** WHAT IS REQUIRED **
Would you please return the lines of the entries below starting at the line that has "You are a GUI" and ending at the line that has "The height and", both included, exactly as they are?

** SUPPLIED MATERIAL **
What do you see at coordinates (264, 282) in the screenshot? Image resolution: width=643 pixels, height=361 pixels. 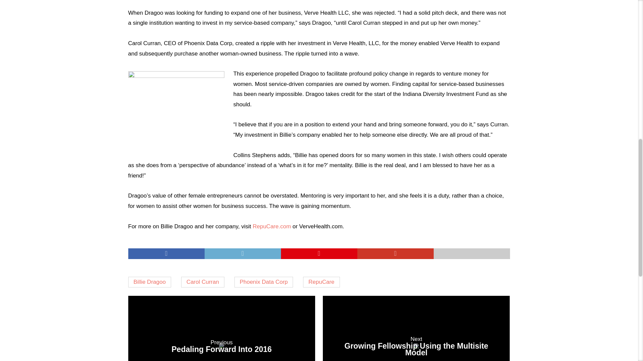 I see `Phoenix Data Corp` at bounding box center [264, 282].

...

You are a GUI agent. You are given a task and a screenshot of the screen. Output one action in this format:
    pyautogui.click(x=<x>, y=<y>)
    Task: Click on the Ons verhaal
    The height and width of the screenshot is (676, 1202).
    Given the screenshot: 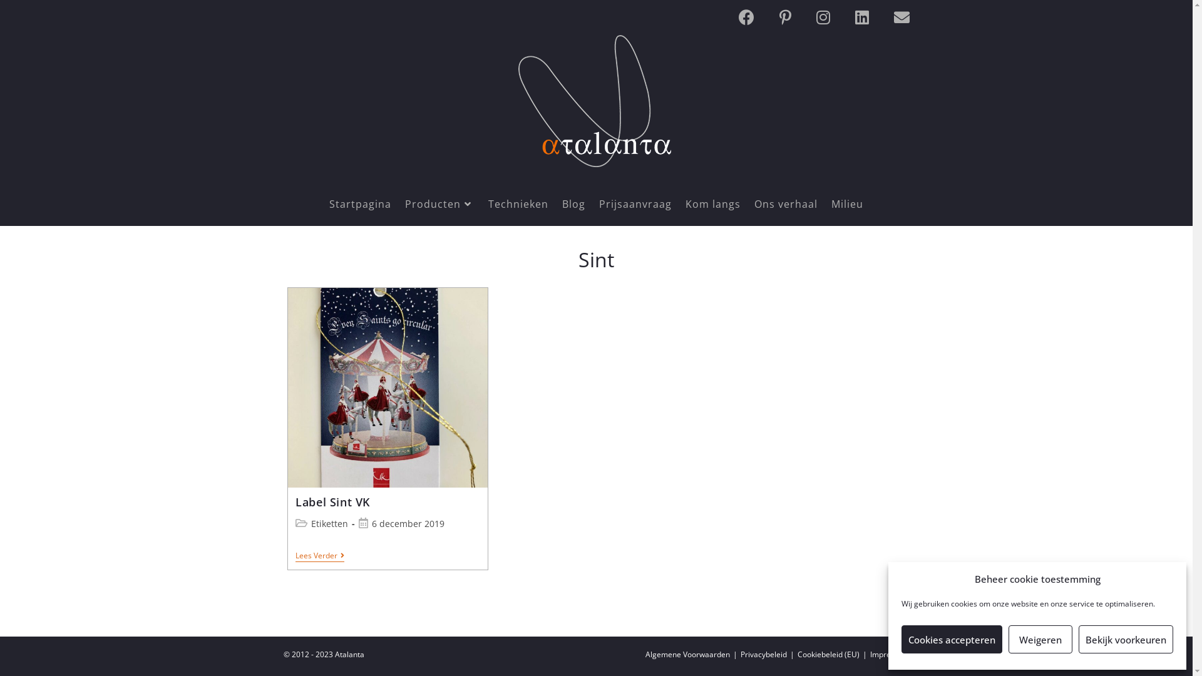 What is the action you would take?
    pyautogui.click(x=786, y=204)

** RESPONSE BOX **
You are a GUI agent. You are given a task and a screenshot of the screen. Output one action in this format:
    pyautogui.click(x=<x>, y=<y>)
    Task: Click on the Ons verhaal
    The height and width of the screenshot is (676, 1202).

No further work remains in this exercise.